Friday, May 24, 2013

Searching Live Events from YouTube

I was slightly surprised and also somewhat annoyed when I found out that there is no way to make a free text search for finding YouTube Live Events with YouTube Data API. The Live Events section of the API is still experimental, but I feel the search functionality is so essential that is almost strange that it is missing.

Sure, you can filter the search results with some simple comparisons (see https://developers.google.com/youtube/2.0/developers_guide_protocol_partial), but I was unable to find a wildcard for titles or description/summary searches, similar to SQL's functionality WHERE title LIKE '%bbc%'.

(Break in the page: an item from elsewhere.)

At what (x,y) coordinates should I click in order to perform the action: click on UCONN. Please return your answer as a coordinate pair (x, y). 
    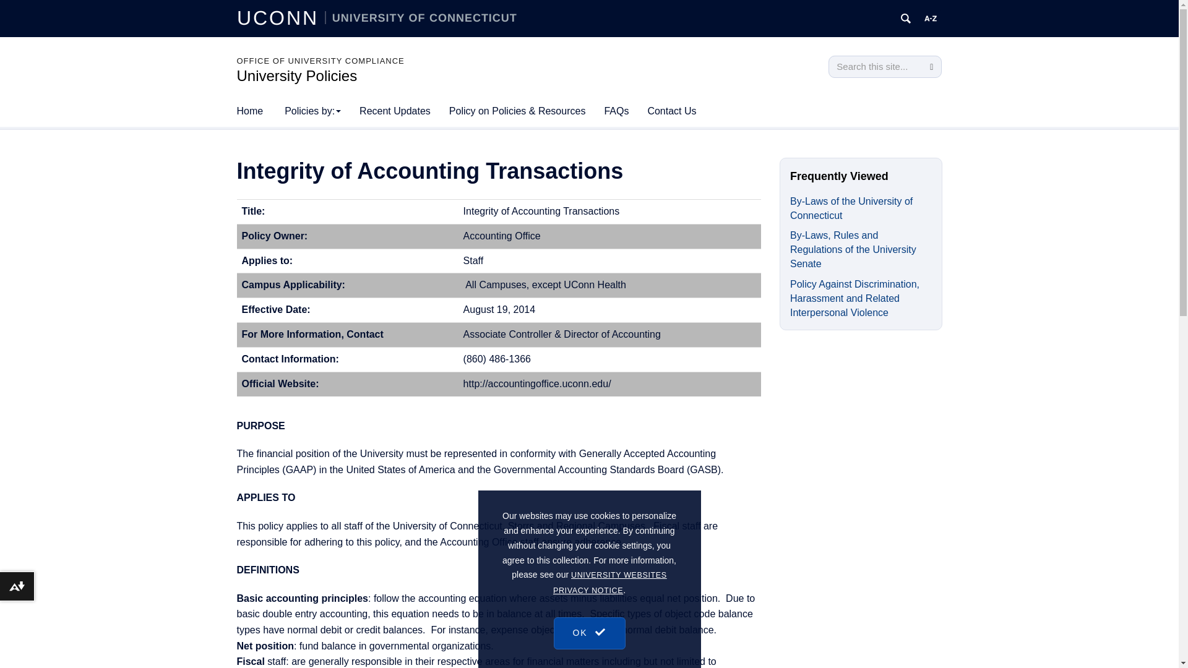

So if you want to search live events, you have at least these two options:

1.  Load everything from one live event feed and make a string search over the xml result.
2. Do not use YouTube Data API, but use the web page search instead.
Example with PHP
The next code snippet loads the web page url, finds the video ids, and loads the detailed information about the live event with YouTube Data API.

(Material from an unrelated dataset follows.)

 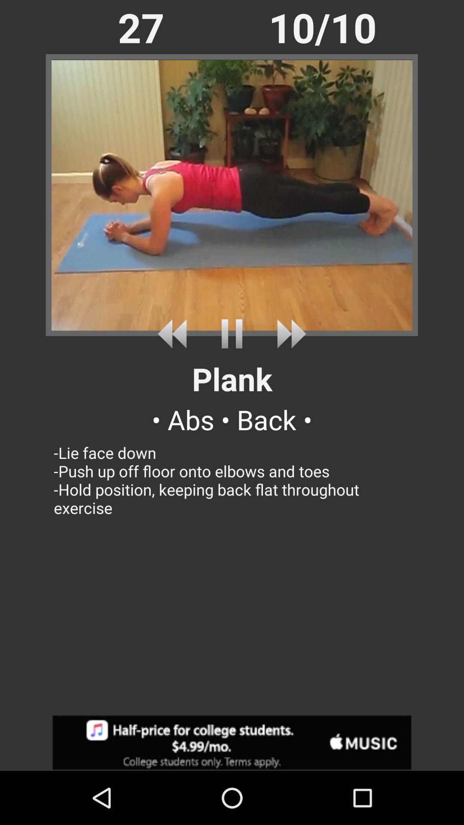 What do you see at coordinates (232, 743) in the screenshot?
I see `adsence` at bounding box center [232, 743].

// get your keywords and page index from page request 
// $searchwords    = $_REQUEST["searchwords"] 
// $page           = $_REQUEST["page"] 
$page = 1; 
$searchwords = 'arirang'; 
// create url 
$search_url = "http://www.youtube.com/results?search_query=" 
             ."$searchwords&filters=live&lclk=live&page=$page"; 
// load web page contents 
$html = file_get_contents($search_url)
// now search the content ids 
$ids = array();                      // to store the found ids 
$idlength = 11;                      // length of youtube videoid 
$attr = 'data-context-item-id="';    // video id in the html 
$pos = strpos($html,$attr,0);        // pos in html 
while ($pos!==FALSE) { 
    $ids[] = substr($html, $pos+strlen($attr), $idlength)
    $pos=strpos($html,$attr,$pos+$idlength)
} 
// now you can loop the ids and load live events for each id 
foreach ($ids as $id) { 
    $xmlurl = "http://gdata.youtube.com/feeds/api/videos/" 
             ."$id?v=2&prettyprint=true"; 
    $xmldata = file_get_contents($xmlurl)
    // parse live event here etc... 
} 

2 comments:

Brent Fox said...

Could this be used to embed currently live YouTube videos?

Jussi said...

Hi! Sure, I have not tried it, but I suppose you just need to create embed code using the live event ID.